Producing your own food (or some of your own food) is one of the best things you can do for the environment and, by default, for yourself.

It’s the time of year to hike (or bike) to your local community garden — you’ll be able to find one in Bloomington, no problem — and start planting. Or, at the very least, start planning what your summer garden is going to look like.

Why bother going to the trouble of planting a food garden? First of all, it’s not too terribly difficult. What’s more, the way that agriculture in the United States works today is extremely harmful to the health of plants, animals, soil and humans — even if you might not realize it.

According to the EPA, 60 percent of all herbicides, 90 percent of all fungicides and 30 percent of all insecticides are carcinogenic.

The most obvious questions all of us need to ask are these: Why is something as basic and natural as food causing cancer, and why should we stand for it?

These chemicals are harmful not only to humans but to the ecosystems where they are used and the organisms within them, as pesticide-laced water flows into the life systems around industrial farms.

Pesticides are also hazardous to soil health, harming or killing the microbes and biota that call soil home and have a mutually beneficial relationship with plants growing in the soil.

Industrial farming also kills biodiversity in favor of monoculture. More plant diversity means greater genetic diversity, which translates into higher disease resistance and support of the complexity of natural ecosystems.

Monoculture goes against nature, killing the natural beauty and infinite genetic variety that is found in the natural world.

So, why not just buy organic food instead?

Buying food products labeled “organic” is not a viable solution to this problem. Just because something is labeled “organic” does not mean that it was grown sustainably or locally. In fact, the opposite is often true.

Food products labeled “USDA organic” have only been around since 2002, and this labeling is, more than anything else, a marketing strategy.

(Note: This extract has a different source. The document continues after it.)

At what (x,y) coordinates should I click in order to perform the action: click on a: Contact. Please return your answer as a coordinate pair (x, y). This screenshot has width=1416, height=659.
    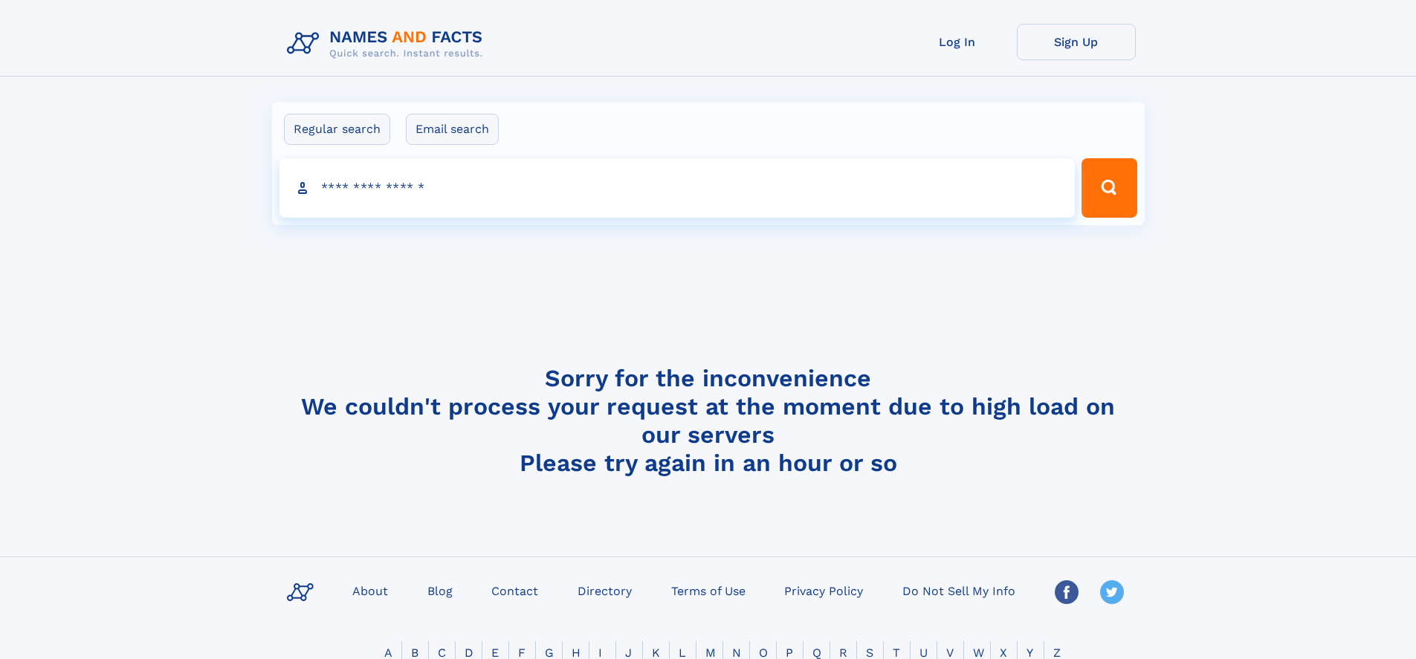
    Looking at the image, I should click on (514, 590).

Although USDA organic standards are better than nothing, they are still a far cry from the revolution in farming that needs to happen.

For example, the standards do not require “organic” farms to replenish the soil with natural nutrients in the same proportion used in the growing process. Another example is that USDA standards require that animals have access to the outdoors but do not say for how long or under what conditions.

Moreover, any product can be labeled organic as long as it follows growing conditions, even if it’s being shipped from China to the U.S.

This summer, don’t shop at the grocery store, even if it’s in the organic aisle. Shop at the local farmer’s market, or better yet, take a few steps into your own backyard.